5. A dialog box with an error message appears in Nautilus: "Error while deleting. There was an error deleting mountname." Choosing the "Show more details" option will reveal the following text: "Error removing file: Operation not permitted."
6. Go back to Terminal window. Delete temporary directory with temporary file(s) inside it using the rm command (rm -r mnt/mountname/test). The directory and all its contents will disappear without any errors.
7. OR, in Nautilus, first delete the file(s) inside the temporary directory so that it is emptry, then delete the directory itself.


Actual results:


Expected results:


Does this happen every time?
Yes.

Other information:
I'm using Ubuntu 8.10, amd64 and i386 versions, on three different machines, all of them showing the issue described above. The problem was already present in Ubuntu 8.04. As a workaround, I have created a simple Nautilus script that allows me to delete any directory (empty or not, remote or local) via its context menu.
Comment 1 Sebastian Thürrschmidt 2008-12-26 09:42:10 UTC
Corrections:

Step 4: "the (optional) Delete option" => "the (optional) Delete command"

Step 5: "There was an error deleting mountname." => "There was an error deleting temp." Of course we're trying to delete the temporary directory, not the mount point.
Comment 2 Marcus Carlson 2010-08-01 13:10:03 UTC
*** Bug 586875 has been marked as a duplicate of this bug. ***
Comment 3 William Jon McCann 2012-08-20 23:06:50 UTC
Works fine here. Is this still occurring?
Comment 4 Mace Moneta 2012-08-20 23:58:49 UTC
I'm running nautilus-3.4.2-5.fc17.x86_64 on Fedora 17, and this is still occurring, exactly as initially reported.
Comment 5 hokasch 2013-01-31 23:13:07 UTC
Still happens, as described in the initial report, with nautilus 3.6.3.
Comment 6 Cosimo Cecchi 2013-01-31 23:17:55 UTC
*** Bug 655159 has been marked as a duplicate of this bug. ***
Comment 7 Redsandro 2013-02-01 12:37:34 UTC
Report in 2008, duplicate bugs in 2010 and 2011, people confirming this in 2012 and 2013... Yet the bug is still UNCONFIRMED?

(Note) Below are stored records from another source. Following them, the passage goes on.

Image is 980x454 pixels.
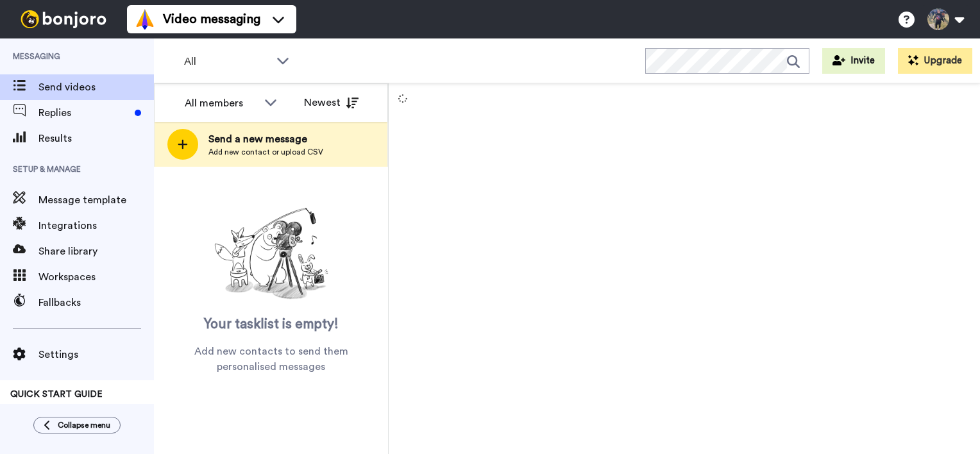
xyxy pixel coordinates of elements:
[184,54,270,69] span: All
[209,132,323,147] span: Send a new message
[33,418,120,433] button: Collapse menu
[294,90,368,115] button: Newest
[822,48,885,74] button: Invite
[135,9,155,30] img: vm-color.svg
[38,244,153,259] span: Share library
[58,421,110,430] span: Collapse menu
[38,347,153,362] span: Settings
[16,10,111,29] img: bj-logo-header-white.svg
[38,295,153,310] span: Fallbacks
[38,105,130,120] span: Replies
[209,147,323,158] span: Add new contact or upload CSV
[162,10,261,29] span: Video messaging
[38,192,153,208] span: Message template
[38,270,153,285] span: Workspaces
[10,390,102,399] span: QUICK START GUIDE
[204,315,338,334] span: Your tasklist is empty!
[897,48,972,74] button: Upgrade
[207,203,336,305] img: ready-set-action.png
[173,344,369,375] span: Add new contacts to send them personalised messages
[38,80,153,95] span: Send videos
[38,219,153,233] span: Integrations
[38,131,153,147] span: Results
[185,96,258,111] div: All members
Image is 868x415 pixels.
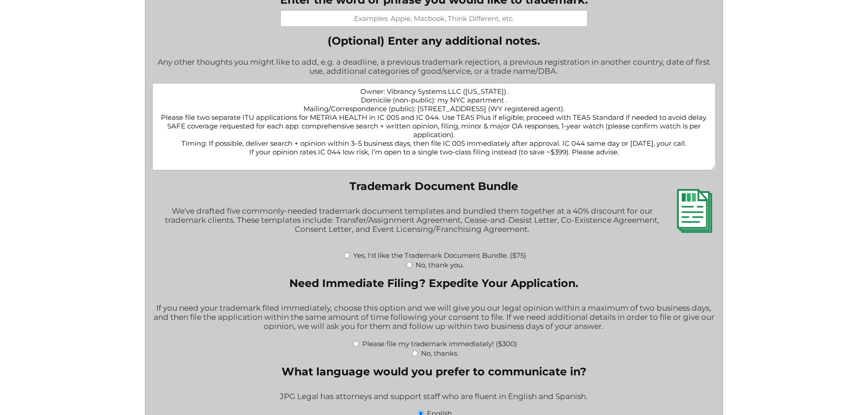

"UNCONFIRMED: This bug has recently been added to the database. Nobody has validated that this bug is true."
Comment 8 raphael.brandis 2013-11-02 13:59:05 UTC
Although the bug's status is "UNCONFIRMED", this is still happening with Nautilus 3.8.2 under Fedora 19.
I have to switch to the command line (and use rm -rf) every time I want to delete a non-empty directory on my sshfs mount.
Comment 9 Jason 2013-11-06 11:50:20 UTC
I am also seeing this issue in Nautilus 3.10.0 on Arch.

command line "rm -r" work fine.
Comment 10 Redsandro 2013-11-06 13:29:21 UTC
We are almost at unconfirmed bug wooden jubilee :D (5 years)

Since a nautilus developer marked a duplicate almost a year ago, the problem seems to be known. I am curious to hear why this is a problem to fix. Maybe the error was reported to the wrong package? Maybe it's not in Nautilus' hands?

Although the workaround is known: Nautilus should internally delete files first and then delete empty directory for sshfs.
Comment 11 António Fernandes 2013-11-06 14:11:39 UTC
Don't read too much into the "UNCONFIRMED" word. Or any other status word for that matter. They are interesting only for internal organization.

In theory, someone would review all bug reports and, if confirmed, change their stauts to "NEW". But in practice this isn't happening systematically, so UNCONFIRMED or NEW makes little to no difference.
Comment 12 Ross Lagerwall 2014-03-30 21:17:05 UTC
This is a problem with sshfs that has now been fixed. See the last few comments in bug 541714.